Pubdate: Fri, 16 Aug 2002
Source: Daily Telegraph (UK)
Copyright: 2002 Telegraph Group Limited
Contact:  http://www.telegraph.co.uk/
Details: http://www.mapinc.org/media/114
Author: Stephen Robinson

CUSTOMS SWITCH TACTICS TO RANDOM OUTWARD CHECKS

Customs officers at Channel ports are stopping and questioning thousands of
British travellers heading for the Continent in a switch of tactics
triggered by their defeat in a High Court case.

The court ruled on July 31 that it was illegal for Customs and Excise to
stop and search returning travellers at random. Officers must have
reasonable grounds for suspicion of smuggling before stopping someone, it
said.

But ferry companies and travellers report that, after an initial lull, the
zealous regime of random searches of vehicles has been restored, with the
addition of outward-bound checks. Hoverspeed, the ferry operator which
brought the action to the High Court, is so incensed by the failure to abide
by the court ruling that it is considering seeking an injunction.

Travellers leaving by ferry or on the Shuttle train at Folkestone are being
stopped and questioned on British soil by Customs officers who frequently do
not identify themselves as such.

Travellers are asked if they are going shopping, how much money they have
with them, when they are returning, and even to give their credit card
limits. Some travellers reported that they refused to answer and demanded to
know why officers were investigating someone leaving the country. In most
cases, the Customs officers retreated rather than provide requested formal
identification.

Hoverspeed regards the new tactic as only one aspect of a general refusal to
abide by the ruling. "We are sick to death of them," said Steve Lawrence,
Hoverspeed's spokesman. "They are still acting unlawfully and in flagrant
defiance of the High Court ruling."

Customs and Excise said yesterday that it was appealing against the ruling,
though it maintained that aside from a couple of "technicalities", the
judgment amounted to an endorsement of its officers' anti-smuggling tactics.

Keith Betts, a Dover-based solicitor who specialises in Customs cases,
believed the outbound cross-examination was an attempt by officers to create
a justification for stopping cars on the way back.

"They will say, if challenged about why they have stopped someone randomly
coming back, that the traveller said he was going shopping and that their
suspicions were justifiably aroused," Mr Betts said. "But the random stop on
the way out is as illegal as on the way in."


* **The task**:
State how many lines in the listing below hold the string "magnification"; nothing else is wanted.
╭─ Data shown
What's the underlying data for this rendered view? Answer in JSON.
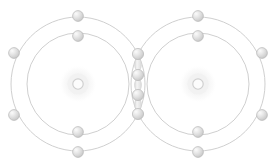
{
  "figure": {
    "width": 276,
    "height": 168,
    "background_color": "#ffffff"
  },
  "style": {
    "shell_stroke_color": "#c9c9c9",
    "shell_stroke_width": 0.9,
    "electron_fill_light": "#f2f2f2",
    "electron_fill_mid": "#d6d6d6",
    "electron_fill_dark": "#bdbdbd",
    "electron_stroke_color": "#b8b8b8",
    "electron_radius": 5.4,
    "nucleus_ring_color": "#cfcfcf",
    "nucleus_halo_color": "#ededed",
    "nucleus_ring_radius": 5.2,
    "nucleus_halo_radius": 19,
    "bond_link_color": "#e4e4e4",
    "bond_link_stroke": "#d2d2d2"
  },
  "atoms": [
    {
      "id": "atom-left",
      "label": "left atom",
      "center_x": 78,
      "center_y": 84,
      "nucleus": {
        "cx": 78,
        "cy": 84
      },
      "shells": [
        {
          "id": "left-inner-shell",
          "label": "inner shell",
          "radius": 51
        },
        {
          "id": "left-outer-shell",
          "label": "outer shell",
          "radius": 67
        }
      ],
      "electrons": [
        {
          "id": "left-inner-top",
          "shell": "inner",
          "cx": 78,
          "cy": 36
        },
        {
          "id": "left-inner-bottom",
          "shell": "inner",
          "cx": 78,
          "cy": 132
        },
        {
          "id": "left-outer-top",
          "shell": "outer",
          "cx": 78,
          "cy": 16
        },
        {
          "id": "left-outer-bottom",
          "shell": "outer",
          "cx": 78,
          "cy": 152
        },
        {
          "id": "left-outer-upper-left",
          "shell": "outer",
          "cx": 14,
          "cy": 53
        },
        {
          "id": "left-outer-lower-left",
          "shell": "outer",
          "cx": 14,
          "cy": 115
        }
      ]
    },
    {
      "id": "atom-right",
      "label": "right atom",
      "center_x": 198,
      "center_y": 84,
      "nucleus": {
        "cx": 198,
        "cy": 84
      },
      "shells": [
        {
          "id": "right-inner-shell",
          "label": "inner shell",
          "radius": 51
        },
        {
          "id": "right-outer-shell",
          "label": "outer shell",
          "radius": 67
        }
      ],
      "electrons": [
        {
          "id": "right-inner-top",
          "shell": "inner",
          "cx": 198,
          "cy": 36
        },
        {
          "id": "right-inner-bottom",
          "shell": "inner",
          "cx": 198,
          "cy": 132
        },
        {
          "id": "right-outer-top",
          "shell": "outer",
          "cx": 198,
          "cy": 16
        },
        {
          "id": "right-outer-bottom",
          "shell": "outer",
          "cx": 198,
          "cy": 152
        },
        {
          "id": "right-outer-upper-right",
          "shell": "outer",
          "cx": 262,
          "cy": 53
        },
        {
          "id": "right-outer-lower-right",
          "shell": "outer",
          "cx": 262,
          "cy": 115
        }
      ]
    }
  ],
  "shared_electrons": [
    {
      "id": "shared-1",
      "label": "shared electron 1",
      "cx": 138,
      "cy": 54
    },
    {
      "id": "shared-2",
      "label": "shared electron 2",
      "cx": 138,
      "cy": 75
    },
    {
      "id": "shared-3",
      "label": "shared electron 3",
      "cx": 138,
      "cy": 95
    },
    {
      "id": "shared-4",
      "label": "shared electron 4",
      "cx": 138,
      "cy": 114
    }
  ],
  "bond_links": [
    {
      "id": "bond-link-1",
      "label": "bonding pair connector 1",
      "cx": 138,
      "cy": 64.5,
      "rx": 3.4,
      "ry": 6.2
    },
    {
      "id": "bond-link-2",
      "label": "bonding pair connector 2",
      "cx": 138,
      "cy": 85.0,
      "rx": 3.4,
      "ry": 6.2
    },
    {
      "id": "bond-link-3",
      "label": "bonding pair connector 3",
      "cx": 138,
      "cy": 104.5,
      "rx": 3.4,
      "ry": 6.2
    }
  ]
}
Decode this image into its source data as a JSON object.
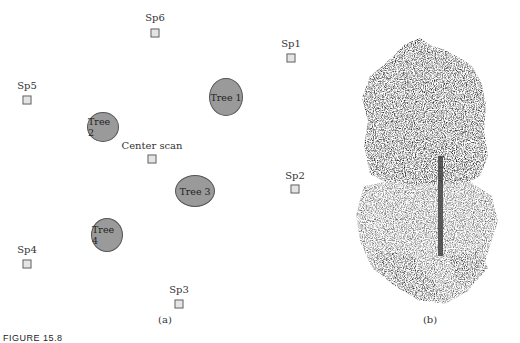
{
  "panel_a": {
    "label": "(a)",
    "scan_positions": [
      {
        "id": "sp6",
        "label": "Sp6",
        "x": 155,
        "y": 33
      },
      {
        "id": "sp1",
        "label": "Sp1",
        "x": 291,
        "y": 58
      },
      {
        "id": "sp5",
        "label": "Sp5",
        "x": 27,
        "y": 100
      },
      {
        "id": "center",
        "label": "Center scan",
        "x": 152,
        "y": 159
      },
      {
        "id": "sp2",
        "label": "Sp2",
        "x": 295,
        "y": 189
      },
      {
        "id": "sp4",
        "label": "Sp4",
        "x": 27,
        "y": 264
      },
      {
        "id": "sp3",
        "label": "Sp3",
        "x": 179,
        "y": 304
      }
    ],
    "trees": [
      {
        "id": "tree1",
        "label": "Tree 1",
        "x": 226,
        "y": 97,
        "w": 32,
        "h": 36
      },
      {
        "id": "tree2",
        "label": "Tree 2",
        "x": 103,
        "y": 127,
        "w": 30,
        "h": 28
      },
      {
        "id": "tree3",
        "label": "Tree 3",
        "x": 195,
        "y": 191,
        "w": 38,
        "h": 30
      },
      {
        "id": "tree4",
        "label": "Tree 4",
        "x": 107,
        "y": 235,
        "w": 30,
        "h": 32
      }
    ]
  },
  "panel_b": {
    "label": "(b)",
    "description": "Terrestrial laser scan point cloud of a tree"
  },
  "caption": "FIGURE 15.8"
}
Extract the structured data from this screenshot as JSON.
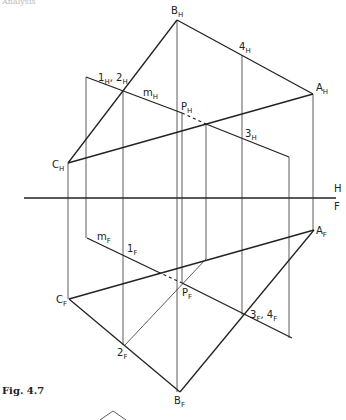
{
  "header_fragment": "Analysis",
  "caption": "Fig. 4.7",
  "reference_line": {
    "upper_label": "H",
    "lower_label": "F"
  },
  "points_top_view": {
    "A": {
      "base": "A",
      "sub": "H"
    },
    "B": {
      "base": "B",
      "sub": "H"
    },
    "C": {
      "base": "C",
      "sub": "H"
    },
    "P": {
      "base": "P",
      "sub": "H"
    },
    "m": {
      "base": "m",
      "sub": "H"
    },
    "one_two": {
      "base1": "1",
      "sub1": "H",
      "sep": ", ",
      "base2": "2",
      "sub2": "H"
    },
    "three": {
      "base": "3",
      "sub": "H"
    },
    "four": {
      "base": "4",
      "sub": "H"
    }
  },
  "points_front_view": {
    "A": {
      "base": "A",
      "sub": "F"
    },
    "B": {
      "base": "B",
      "sub": "F"
    },
    "C": {
      "base": "C",
      "sub": "F"
    },
    "P": {
      "base": "P",
      "sub": "F"
    },
    "m": {
      "base": "m",
      "sub": "F"
    },
    "one": {
      "base": "1",
      "sub": "F"
    },
    "two": {
      "base": "2",
      "sub": "F"
    },
    "three_four": {
      "base1": "3",
      "sub1": "F",
      "sep": ", ",
      "base2": "4",
      "sub2": "F"
    }
  }
}
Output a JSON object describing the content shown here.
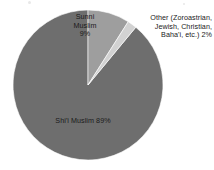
{
  "chart_data": {
    "type": "pie",
    "title": "",
    "subtitle": "",
    "xlabel": "",
    "ylabel": "",
    "legend_position": "none",
    "grid": false,
    "total_label": "100%",
    "categories": [
      "Shi'i Muslim",
      "Sunni Muslim",
      "Other (Zoroastrian, Jewish, Christian, Baha'i, etc.)"
    ],
    "values": [
      89,
      9,
      2
    ],
    "units": "percent",
    "start_angle_deg": 0,
    "direction": "clockwise",
    "slices": [
      {
        "name": "sunni",
        "label": "Sunni\nMuslim\n9%",
        "category": "Sunni Muslim",
        "value": 9,
        "value_label": "9%",
        "color": "#9e9e9e",
        "start_deg": 0,
        "end_deg": 32.4
      },
      {
        "name": "other",
        "label": "Other (Zoroastrian,\nJewish, Christian,\nBaha'i, etc.) 2%",
        "category": "Other (Zoroastrian, Jewish, Christian, Baha'i, etc.)",
        "value": 2,
        "value_label": "2%",
        "color": "#d2d2d2",
        "start_deg": 32.4,
        "end_deg": 39.6
      },
      {
        "name": "shii",
        "label": "Shi'i Muslim 89%",
        "category": "Shi'i Muslim",
        "value": 89,
        "value_label": "89%",
        "color": "#6e6e6e",
        "start_deg": 39.6,
        "end_deg": 360
      }
    ]
  },
  "labels": {
    "sunni": "Sunni\nMuslim\n9%",
    "other": "Other (Zoroastrian,\nJewish, Christian,\nBaha'i, etc.) 2%",
    "shii": "Shi'i Muslim 89%"
  },
  "colors": {
    "background": "#ffffff",
    "slice_shii": "#6e6e6e",
    "slice_sunni": "#9e9e9e",
    "slice_other": "#d2d2d2",
    "slice_outline": "#ffffff",
    "text": "#1a1a1a"
  }
}
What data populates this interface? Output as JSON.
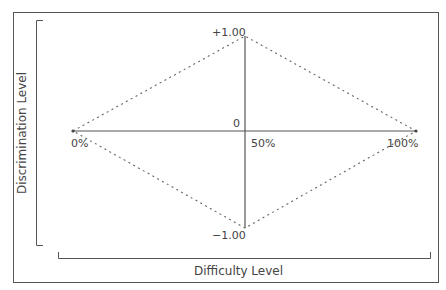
{
  "diagram": {
    "x_axis_label": "Difficulty Level",
    "y_axis_label": "Discrimination Level",
    "labels": {
      "top": "+1.00",
      "origin": "0",
      "bottom": "−1.00",
      "left": "0%",
      "middle": "50%",
      "right": "100%"
    },
    "shape": "diamond",
    "vertices": [
      {
        "difficulty": "0%",
        "discrimination": 0
      },
      {
        "difficulty": "50%",
        "discrimination": 1.0
      },
      {
        "difficulty": "100%",
        "discrimination": 0
      },
      {
        "difficulty": "50%",
        "discrimination": -1.0
      }
    ],
    "colors": {
      "line": "#555555",
      "dotted": "#666666"
    }
  }
}
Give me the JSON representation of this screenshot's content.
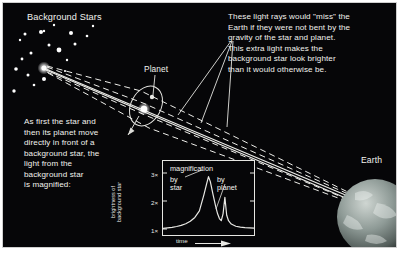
{
  "figure": {
    "name": "gravitational-microlensing-by-star-and-planet",
    "background_color": "#060608",
    "ink_color": "#f2f2ee",
    "frame_color": "#cfcfcf"
  },
  "labels": {
    "background_stars": "Background Stars",
    "planet": "Planet",
    "earth": "Earth"
  },
  "annotations": {
    "rays_note": "These light rays would \"miss\" the\nEarth if they were not bent by the\ngravity of the star and planet.\nThis extra light makes the\nbackground star look brighter\nthan it would otherwise be.",
    "magnified_note": "As first the star and\nthen its planet move\ndirectly in front of a\nbackground star, the\nlight from the\nbackground star\nis magnified:"
  },
  "chart_data": {
    "type": "line",
    "title": "magnification",
    "xlabel": "time",
    "ylabel": "brightness of background star",
    "ytick_labels": [
      "1×",
      "2×",
      "3×"
    ],
    "ytick_values": [
      1,
      2,
      3
    ],
    "ylim": [
      1,
      3.25
    ],
    "xlim": [
      0,
      100
    ],
    "grid": false,
    "legend_position": "inside-top",
    "annotations": [
      {
        "name": "by-star",
        "text": "by\nstar",
        "points_to": "main-peak"
      },
      {
        "name": "by-planet",
        "text": "by\nplanet",
        "points_to": "planet-spike"
      }
    ],
    "series": [
      {
        "name": "magnification",
        "x": [
          0,
          5,
          10,
          15,
          20,
          25,
          30,
          35,
          40,
          45,
          48,
          50,
          52,
          55,
          58,
          60,
          62,
          64,
          66,
          68,
          70,
          72,
          75,
          80,
          85,
          90,
          95,
          100
        ],
        "y": [
          1.02,
          1.04,
          1.06,
          1.09,
          1.13,
          1.19,
          1.28,
          1.42,
          1.66,
          2.25,
          2.65,
          2.9,
          2.72,
          2.25,
          1.8,
          1.55,
          1.38,
          1.3,
          1.55,
          2.15,
          1.5,
          1.3,
          1.18,
          1.1,
          1.07,
          1.05,
          1.04,
          1.03
        ]
      }
    ]
  },
  "scene": {
    "source_star": {
      "name": "background-source-star",
      "x": 41,
      "y": 65
    },
    "lens_star": {
      "name": "lensing-star",
      "x": 141,
      "y": 106
    },
    "planet_dot": {
      "name": "planet-body",
      "x": 148,
      "y": 95
    },
    "earth": {
      "name": "earth-globe",
      "x": 370,
      "y": 212,
      "radius": 38
    },
    "stars": [
      {
        "x": 22,
        "y": 31,
        "r": 1.5
      },
      {
        "x": 38,
        "y": 29,
        "r": 2.0
      },
      {
        "x": 41,
        "y": 28,
        "r": 1.2
      },
      {
        "x": 68,
        "y": 30,
        "r": 2.0
      },
      {
        "x": 84,
        "y": 33,
        "r": 1.3
      },
      {
        "x": 17,
        "y": 37,
        "r": 1.2
      },
      {
        "x": 46,
        "y": 42,
        "r": 1.5
      },
      {
        "x": 72,
        "y": 41,
        "r": 1.5
      },
      {
        "x": 56,
        "y": 47,
        "r": 2.4
      },
      {
        "x": 28,
        "y": 50,
        "r": 1.5
      },
      {
        "x": 19,
        "y": 56,
        "r": 1.4
      },
      {
        "x": 64,
        "y": 57,
        "r": 1.2
      },
      {
        "x": 13,
        "y": 66,
        "r": 1.8
      },
      {
        "x": 25,
        "y": 72,
        "r": 1.5
      },
      {
        "x": 41,
        "y": 76,
        "r": 2.0
      },
      {
        "x": 31,
        "y": 82,
        "r": 1.3
      },
      {
        "x": 11,
        "y": 88,
        "r": 1.7
      },
      {
        "x": 51,
        "y": 22,
        "r": 1.2
      },
      {
        "x": 90,
        "y": 23,
        "r": 1.2
      },
      {
        "x": 62,
        "y": 68,
        "r": 1.1
      }
    ]
  }
}
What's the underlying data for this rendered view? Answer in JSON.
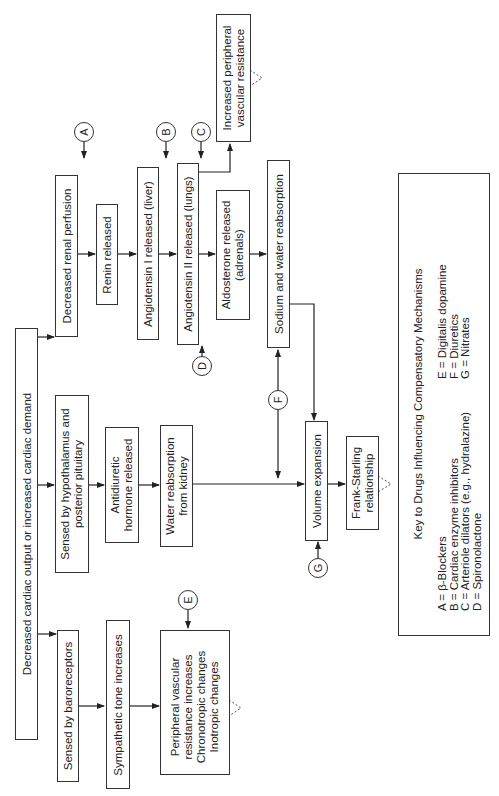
{
  "diagram": {
    "orientation": "rotated-90-ccw",
    "nodes": {
      "start": "Decreased cardiac output or increased cardiac demand",
      "renal_perfusion": "Decreased renal perfusion",
      "renin": "Renin released",
      "angiotensin1": "Angiotensin I released (liver)",
      "angiotensin2": "Angiotensin II released (lungs)",
      "peripheral_resistance_line1": "Increased peripheral",
      "peripheral_resistance_line2": "vascular resistance",
      "aldosterone_line1": "Aldosterone released",
      "aldosterone_line2": "(adrenals)",
      "sodium_water": "Sodium and water reabsorption",
      "hypothalamus_line1": "Sensed by hypothalamus and",
      "hypothalamus_line2": "posterior pituitary",
      "adh_line1": "Antidiuretic",
      "adh_line2": "hormone released",
      "water_reabsorption_line1": "Water reabsorption",
      "water_reabsorption_line2": "from kidney",
      "volume_expansion": "Volume expansion",
      "frank_starling_line1": "Frank-Starling",
      "frank_starling_line2": "relationship",
      "baroreceptors": "Sensed by baroreceptors",
      "sympathetic": "Sympathetic tone increases",
      "effects_line1": "Peripheral vascular",
      "effects_line2": "resistance increases",
      "effects_line3": "Chronotropic changes",
      "effects_line4": "Inotropic changes"
    },
    "drug_markers": [
      "A",
      "B",
      "C",
      "D",
      "E",
      "F",
      "G"
    ],
    "key": {
      "title": "Key to Drugs Influencing Compensatory Mechanisms",
      "left": [
        {
          "letter": "A",
          "eq": "=",
          "drug": "β-Blockers"
        },
        {
          "letter": "B",
          "eq": "=",
          "drug": "Cardiac enzyme inhibitors"
        },
        {
          "letter": "C",
          "eq": "=",
          "drug": "Arteriole dilators (e.g., hydralazine)"
        },
        {
          "letter": "D",
          "eq": "=",
          "drug": "Spironolactone"
        }
      ],
      "right": [
        {
          "letter": "E",
          "eq": "=",
          "drug": "Digitalis dopamine"
        },
        {
          "letter": "F",
          "eq": "=",
          "drug": "Diuretics"
        },
        {
          "letter": "G",
          "eq": "=",
          "drug": "Nitrates"
        }
      ]
    }
  }
}
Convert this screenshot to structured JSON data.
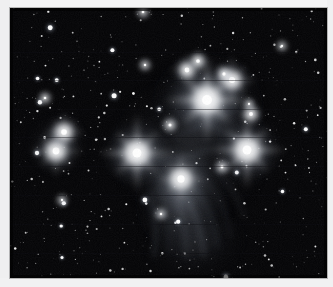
{
  "document": {
    "kind": "astronomical-photograph",
    "subject_label": "",
    "caption": ""
  },
  "figure": {
    "name": "pleiades-star-cluster-photo",
    "frame": {
      "x": 10,
      "y": 8,
      "width": 317,
      "height": 270
    },
    "palette": {
      "background": "#fdfdfd",
      "margin": "#f0f0f1",
      "sky": "#030305",
      "sky_deep": "#000000",
      "star_core": "#ffffff",
      "star_halo": "#dfe4ee",
      "nebula": "#a9b4c6",
      "nebula_dim": "#5d6676",
      "spike": "#cfd6e2",
      "scanline": "#0a0a0e"
    },
    "rendering": {
      "monochrome": true,
      "diffraction_spikes": true,
      "spike_angles_deg": [
        0,
        45,
        90,
        135
      ],
      "scanline_artifacts": true,
      "noise_grain": true
    },
    "bright_stars": [
      {
        "name": "alcyone",
        "cx": 197,
        "cy": 92,
        "r": 9.5,
        "glow": 46,
        "spike": 44,
        "mag": 1.0
      },
      {
        "name": "atlas",
        "cx": 237,
        "cy": 142,
        "r": 8.5,
        "glow": 40,
        "spike": 40,
        "mag": 0.94
      },
      {
        "name": "maia",
        "cx": 127,
        "cy": 145,
        "r": 8.5,
        "glow": 40,
        "spike": 40,
        "mag": 0.94
      },
      {
        "name": "merope",
        "cx": 171,
        "cy": 171,
        "r": 7.0,
        "glow": 40,
        "spike": 26,
        "mag": 0.86
      },
      {
        "name": "electra",
        "cx": 46,
        "cy": 143,
        "r": 6.5,
        "glow": 27,
        "spike": 27,
        "mag": 0.82
      },
      {
        "name": "taygeta",
        "cx": 54,
        "cy": 124,
        "r": 5.4,
        "glow": 22,
        "spike": 21,
        "mag": 0.76
      },
      {
        "name": "pleione",
        "cx": 222,
        "cy": 72,
        "r": 5.8,
        "glow": 24,
        "spike": 26,
        "mag": 0.8
      },
      {
        "name": "asterope",
        "cx": 177,
        "cy": 62,
        "r": 4.6,
        "glow": 19,
        "spike": 18,
        "mag": 0.72
      },
      {
        "name": "celaeno",
        "cx": 188,
        "cy": 53,
        "r": 3.6,
        "glow": 15,
        "spike": 13,
        "mag": 0.66
      },
      {
        "name": "star-hd23753",
        "cx": 241,
        "cy": 106,
        "r": 3.8,
        "glow": 16,
        "spike": 14,
        "mag": 0.68
      },
      {
        "name": "star-hd23630",
        "cx": 214,
        "cy": 66,
        "r": 3.2,
        "glow": 13,
        "spike": 11,
        "mag": 0.62
      },
      {
        "name": "star-hd23324",
        "cx": 160,
        "cy": 117,
        "r": 3.0,
        "glow": 12,
        "spike": 10,
        "mag": 0.6
      },
      {
        "name": "star-hd23512",
        "cx": 212,
        "cy": 159,
        "r": 2.8,
        "glow": 12,
        "spike": 10,
        "mag": 0.58
      },
      {
        "name": "star-lower-a",
        "cx": 151,
        "cy": 206,
        "r": 2.4,
        "glow": 10,
        "spike": 8,
        "mag": 0.54
      },
      {
        "name": "star-left-b",
        "cx": 35,
        "cy": 90,
        "r": 2.6,
        "glow": 10,
        "spike": 9,
        "mag": 0.56
      },
      {
        "name": "star-top-c",
        "cx": 135,
        "cy": 57,
        "r": 2.4,
        "glow": 10,
        "spike": 8,
        "mag": 0.54
      },
      {
        "name": "star-top-d",
        "cx": 133,
        "cy": 4,
        "r": 2.6,
        "glow": 10,
        "spike": 9,
        "mag": 0.55
      },
      {
        "name": "star-right-e",
        "cx": 272,
        "cy": 38,
        "r": 2.2,
        "glow": 9,
        "spike": 8,
        "mag": 0.52
      },
      {
        "name": "star-mid-f",
        "cx": 239,
        "cy": 96,
        "r": 2.2,
        "glow": 9,
        "spike": 8,
        "mag": 0.52
      },
      {
        "name": "star-bl-g",
        "cx": 52,
        "cy": 192,
        "r": 2.2,
        "glow": 9,
        "spike": 8,
        "mag": 0.52
      }
    ],
    "nebulae": [
      {
        "name": "merope-nebula",
        "cx": 172,
        "cy": 196,
        "rx": 46,
        "ry": 58,
        "rot": -18,
        "opacity": 0.46
      },
      {
        "name": "alcyone-nebula",
        "cx": 198,
        "cy": 94,
        "rx": 58,
        "ry": 50,
        "rot": 10,
        "opacity": 0.36
      },
      {
        "name": "maia-nebula",
        "cx": 128,
        "cy": 148,
        "rx": 34,
        "ry": 28,
        "rot": 0,
        "opacity": 0.28
      },
      {
        "name": "atlas-nebula",
        "cx": 238,
        "cy": 144,
        "rx": 30,
        "ry": 26,
        "rot": 0,
        "opacity": 0.26
      },
      {
        "name": "electra-nebula",
        "cx": 48,
        "cy": 137,
        "rx": 30,
        "ry": 30,
        "rot": 0,
        "opacity": 0.22
      },
      {
        "name": "central-veil",
        "cx": 180,
        "cy": 140,
        "rx": 86,
        "ry": 82,
        "rot": 0,
        "opacity": 0.18
      },
      {
        "name": "lower-wash",
        "cx": 185,
        "cy": 236,
        "rx": 54,
        "ry": 36,
        "rot": -10,
        "opacity": 0.16
      }
    ],
    "nebula_striations": [
      {
        "name": "striation-1",
        "d": "M148,176 C156,196 160,216 158,246"
      },
      {
        "name": "striation-2",
        "d": "M159,172 C170,194 176,218 176,250"
      },
      {
        "name": "striation-3",
        "d": "M172,181 C184,200 192,222 194,248"
      },
      {
        "name": "striation-4",
        "d": "M184,178 C198,196 206,216 208,240"
      },
      {
        "name": "striation-5",
        "d": "M196,172 C210,188 218,206 220,228"
      },
      {
        "name": "striation-6",
        "d": "M140,186 C145,206 147,226 144,248"
      },
      {
        "name": "striation-7",
        "d": "M205,162 C220,176 230,192 234,210"
      },
      {
        "name": "striation-8",
        "d": "M130,150 C150,154 175,152 198,142"
      },
      {
        "name": "striation-9",
        "d": "M200,118 C218,126 236,134 250,146"
      },
      {
        "name": "striation-10",
        "d": "M166,128 C188,120 212,110 230,96"
      }
    ],
    "field_star_count": 520,
    "scanline_rows": [
      44,
      72,
      101,
      129,
      158,
      187,
      216,
      245
    ]
  }
}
╰─
* **Answer box**:
2